Cody Gilpin, drinking with Bart Merrigan at the dead end of Patsy’s party, fell off the bar in a stupor and didn’t move. Sam Malley said to Bart, “You don’t leave him here,” and so Bart stood Cody up and walked the wobbly midget to State and Pearl Streets, where they boarded the West Albany trolley for Central and Lexington Avenues, Cody’s stop. But Cody was comatose at Lexington, and Bart the Samaritan sat him on his shoulder when they reached the Watervliet Avenue stop and carried him to his own home, where Bart lived with his mother and maiden aunt, deposited him on the parlor couch, covered him with a blanket, and went to bed. Bart awoke to his mother’s scream and rose from bed to find her hysterical at having found, on her way to the seven o’clock mass, which she had not missed in twenty years, a naked midget asleep on her sofa, snoring, with his little hand clutching his erected little member. Bart, furious with Cody, bundled his clothing and pushed him, and it, out the front door onto the stoop (’What’d I do wrong?” Cody was asking) and was shutting the front door when Roy Osterhout, the beat policeman, seeing the midget emerge onto the stoop naked followed by flying clothing, stopped dead at the vision, trying to understand it, then said to Bart, “You put that whatever it is back in the house, or wherever the hell else it came from.”

Bart then monitored Cody as he dressed in the parlor, walked him to Central Avenue, put him on the West Albany trolley going east toward Lexington, and thought that that was that for Cody Gilpin forever.
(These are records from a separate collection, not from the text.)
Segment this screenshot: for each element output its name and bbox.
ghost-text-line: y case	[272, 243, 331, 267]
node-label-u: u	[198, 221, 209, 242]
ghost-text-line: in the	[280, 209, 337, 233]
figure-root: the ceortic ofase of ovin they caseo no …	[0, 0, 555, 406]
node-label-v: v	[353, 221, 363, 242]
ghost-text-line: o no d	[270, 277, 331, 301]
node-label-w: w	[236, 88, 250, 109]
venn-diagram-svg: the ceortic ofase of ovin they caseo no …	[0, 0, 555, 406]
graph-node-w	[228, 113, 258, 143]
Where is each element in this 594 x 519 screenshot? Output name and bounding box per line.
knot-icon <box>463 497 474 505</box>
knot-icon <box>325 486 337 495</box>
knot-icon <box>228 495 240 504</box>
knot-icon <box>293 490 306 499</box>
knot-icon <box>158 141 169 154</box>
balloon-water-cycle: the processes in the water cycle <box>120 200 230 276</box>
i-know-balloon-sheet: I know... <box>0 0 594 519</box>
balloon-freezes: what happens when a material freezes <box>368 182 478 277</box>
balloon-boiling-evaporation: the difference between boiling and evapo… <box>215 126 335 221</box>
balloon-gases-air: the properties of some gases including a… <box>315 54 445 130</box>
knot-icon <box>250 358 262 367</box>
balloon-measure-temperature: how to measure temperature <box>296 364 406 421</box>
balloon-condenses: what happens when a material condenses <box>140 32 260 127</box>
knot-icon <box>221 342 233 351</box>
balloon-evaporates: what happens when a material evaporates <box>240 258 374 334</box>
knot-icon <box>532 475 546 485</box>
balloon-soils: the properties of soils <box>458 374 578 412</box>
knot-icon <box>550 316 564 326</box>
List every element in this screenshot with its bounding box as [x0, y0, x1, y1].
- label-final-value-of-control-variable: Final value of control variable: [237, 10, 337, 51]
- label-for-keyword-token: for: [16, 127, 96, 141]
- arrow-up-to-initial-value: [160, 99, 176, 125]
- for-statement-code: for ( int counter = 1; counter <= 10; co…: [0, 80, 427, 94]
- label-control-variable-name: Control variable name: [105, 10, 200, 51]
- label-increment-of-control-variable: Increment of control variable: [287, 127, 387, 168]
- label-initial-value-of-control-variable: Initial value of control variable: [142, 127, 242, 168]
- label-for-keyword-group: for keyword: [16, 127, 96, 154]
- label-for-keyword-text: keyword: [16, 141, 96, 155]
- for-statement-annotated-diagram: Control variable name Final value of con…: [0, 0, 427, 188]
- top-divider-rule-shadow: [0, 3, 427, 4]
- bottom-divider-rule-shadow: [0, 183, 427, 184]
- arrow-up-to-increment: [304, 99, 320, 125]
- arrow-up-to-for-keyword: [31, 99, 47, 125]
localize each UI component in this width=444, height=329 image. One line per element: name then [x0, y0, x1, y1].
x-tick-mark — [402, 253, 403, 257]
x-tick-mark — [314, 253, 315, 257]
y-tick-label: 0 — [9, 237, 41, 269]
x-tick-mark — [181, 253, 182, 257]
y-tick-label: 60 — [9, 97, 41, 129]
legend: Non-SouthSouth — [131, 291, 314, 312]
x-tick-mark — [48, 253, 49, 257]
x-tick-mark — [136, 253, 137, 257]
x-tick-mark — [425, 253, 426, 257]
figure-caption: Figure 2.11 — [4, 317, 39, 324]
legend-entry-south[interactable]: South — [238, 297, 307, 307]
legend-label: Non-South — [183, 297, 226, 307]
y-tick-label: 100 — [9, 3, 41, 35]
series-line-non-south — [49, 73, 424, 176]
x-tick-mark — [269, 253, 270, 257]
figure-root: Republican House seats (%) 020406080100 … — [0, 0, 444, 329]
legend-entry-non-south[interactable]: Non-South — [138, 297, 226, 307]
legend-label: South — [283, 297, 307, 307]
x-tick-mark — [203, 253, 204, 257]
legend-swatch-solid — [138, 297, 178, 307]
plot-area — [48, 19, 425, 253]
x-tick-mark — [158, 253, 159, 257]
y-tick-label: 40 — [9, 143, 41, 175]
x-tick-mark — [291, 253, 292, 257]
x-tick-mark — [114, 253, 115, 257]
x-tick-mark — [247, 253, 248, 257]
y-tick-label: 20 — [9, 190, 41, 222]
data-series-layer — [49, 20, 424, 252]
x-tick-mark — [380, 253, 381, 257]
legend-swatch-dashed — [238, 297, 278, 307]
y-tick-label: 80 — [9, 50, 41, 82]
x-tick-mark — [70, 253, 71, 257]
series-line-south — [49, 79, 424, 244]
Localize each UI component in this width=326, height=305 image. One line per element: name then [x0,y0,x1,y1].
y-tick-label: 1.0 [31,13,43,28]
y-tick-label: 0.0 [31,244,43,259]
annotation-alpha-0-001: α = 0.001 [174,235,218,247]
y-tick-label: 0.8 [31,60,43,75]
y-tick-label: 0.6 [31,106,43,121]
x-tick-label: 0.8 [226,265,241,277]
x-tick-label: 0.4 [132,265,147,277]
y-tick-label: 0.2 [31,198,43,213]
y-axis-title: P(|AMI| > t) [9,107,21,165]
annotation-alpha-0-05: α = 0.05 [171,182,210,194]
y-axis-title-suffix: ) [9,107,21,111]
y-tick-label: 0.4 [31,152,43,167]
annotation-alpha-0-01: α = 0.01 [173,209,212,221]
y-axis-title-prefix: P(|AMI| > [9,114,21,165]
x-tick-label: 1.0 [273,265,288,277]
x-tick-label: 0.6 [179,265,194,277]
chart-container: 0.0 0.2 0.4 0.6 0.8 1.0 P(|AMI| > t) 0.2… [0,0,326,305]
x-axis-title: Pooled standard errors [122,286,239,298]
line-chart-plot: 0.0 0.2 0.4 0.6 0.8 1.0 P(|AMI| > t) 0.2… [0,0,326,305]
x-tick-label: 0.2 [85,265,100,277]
But Roscoe, responding to Cody’s request for a small job, talked Patsy, later in the week, into hiring Cody to train his young chickens.

Patsy would, before long, marry Flora Pender, and not Mabel Maloy as he thought he would, in the same way Roscoe married Pamela and not Veronica, and Hattie married Louie and not Roscoe. Roscoe confirmed a rendezvous with Hattie at the Malleys’, her choice of location, on the morning after Patsy’s victory party, when she was tidying up the saloon. Together they re-entered the back room, where she had spread a quilt on the floor, and there the chemise barrier fell away. Hattie and Roscoe would continue the affair for twenty-five years, during which Hattie and Louie would marry, cohabit, and separate; she would thereafter marry her third — Jabez Vogel, an engineer on the Delaware and Hudson — also her fourth — Benny (the) Behr, a veterinarian who brought her puppies to play with — and Floyd, the fifth, all without ever defaulting on her ripening love for Roscoe, who loved her in return. Roscoe watched her build her rooming-house empire, which he would find ways to merge with the work of the McCall political machine, in which he had become a key player. Neither he nor Hattie made demands of the other, only affirming from time to time that their love still waxed strong, and that neither of them cared to do without it.

First it was 1921, then 1923, and so on, a serious decade for the development of power, money, eminence, the high life, major trouble, and love, just the beginning.